On Thursday, May 7, hacker group ShinyHunters breached Canvas and demanded a ransom from Canvas’ parent company, Instructure, threatening to release the data of thousands of schools. Many students and teachers across the nation were unable to normally access Canvas and were instead met with ShinyHunter’s message. On the same day, Long Beach Unified School District blocked access to Canvas themselves out of concerns for user safety, only restoring access for everyone on Tuesday, May 12.
Being unable to access Canvas proved disruptive towards the workflow of both teachers and students. Teachers that had virtual work on Canvas had to readjust their lesson plans, and in the worst (or best) case scenario, entire class periods became free periods with nothing to do.
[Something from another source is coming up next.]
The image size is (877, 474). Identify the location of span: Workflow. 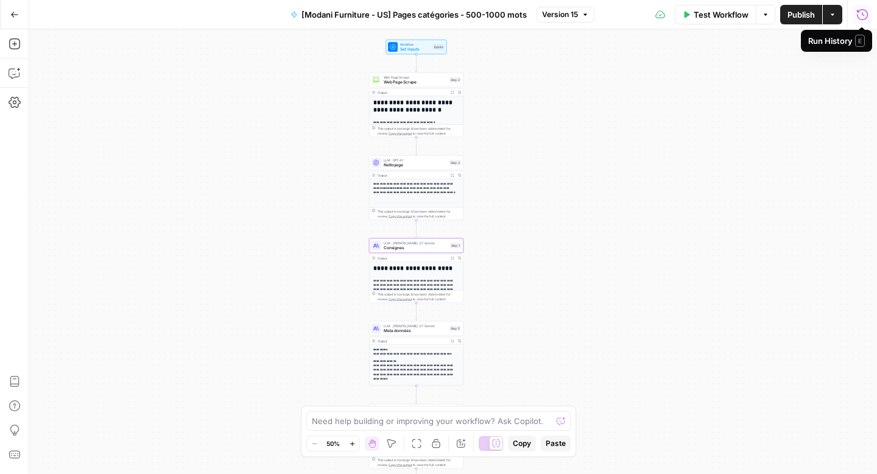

“I was out of town. I had left plans for the sub for all my students to do Desmos activities,” said Cesar Gonzalez, who teaches Algebra 2 for CIC. “I wasn’t here, but that threw off my sub plans, so I had to find new things [for my students to do] while I was gone.”
Without being able to use Canvas’ inbox feature, students and parents were unable to communicate with teachers without seeing them in-person.
Meymey, a freshman in Arts, said, “For geometry [class], since Canvas was down, I couldn’t turn in my homework because we had to submit it on Canvas, so that kinda got my grade down.”
According to an incident fact sheet from Instructure, the data compromised is believed to include “usernames, email addresses, course names, enrollment information and messages”, while “information like passwords, dates of birth, healthcare information, social security numbers, financial information, student grades or disciplinary records” are believed not to have been compromised.
While the data that was compromised might not seem particularly sensitive, it’s still enough to be used for phishing attacks. Phishing attacks are when someone impersonates a trusted person (e.g. a banker, schools, etc) in order to bait you into revealing sensitive information or installing malware. For example, a phisher could use messages about a student’s tardiness to impersonate a school attendance clerk, baiting that student into installing malware in order to ‘clear their tardy’.
On May 11, the Instructure website sent out a status update claiming that they have reached an agreement with ShinyHunters. According to Instructure, they received evidence that the stolen data was destroyed, and that nobody using Canvas will get extorted as a result of the breach.
“If hackers are going to be doing things like this, I think it’s pretty lame that they are doing it to schools and kids,” said Mr. Montooth, who teaches government, economics and personal finance for PACE. “I hope our district and the people that run Canvas take this seriously and protect our students and our data in the future.”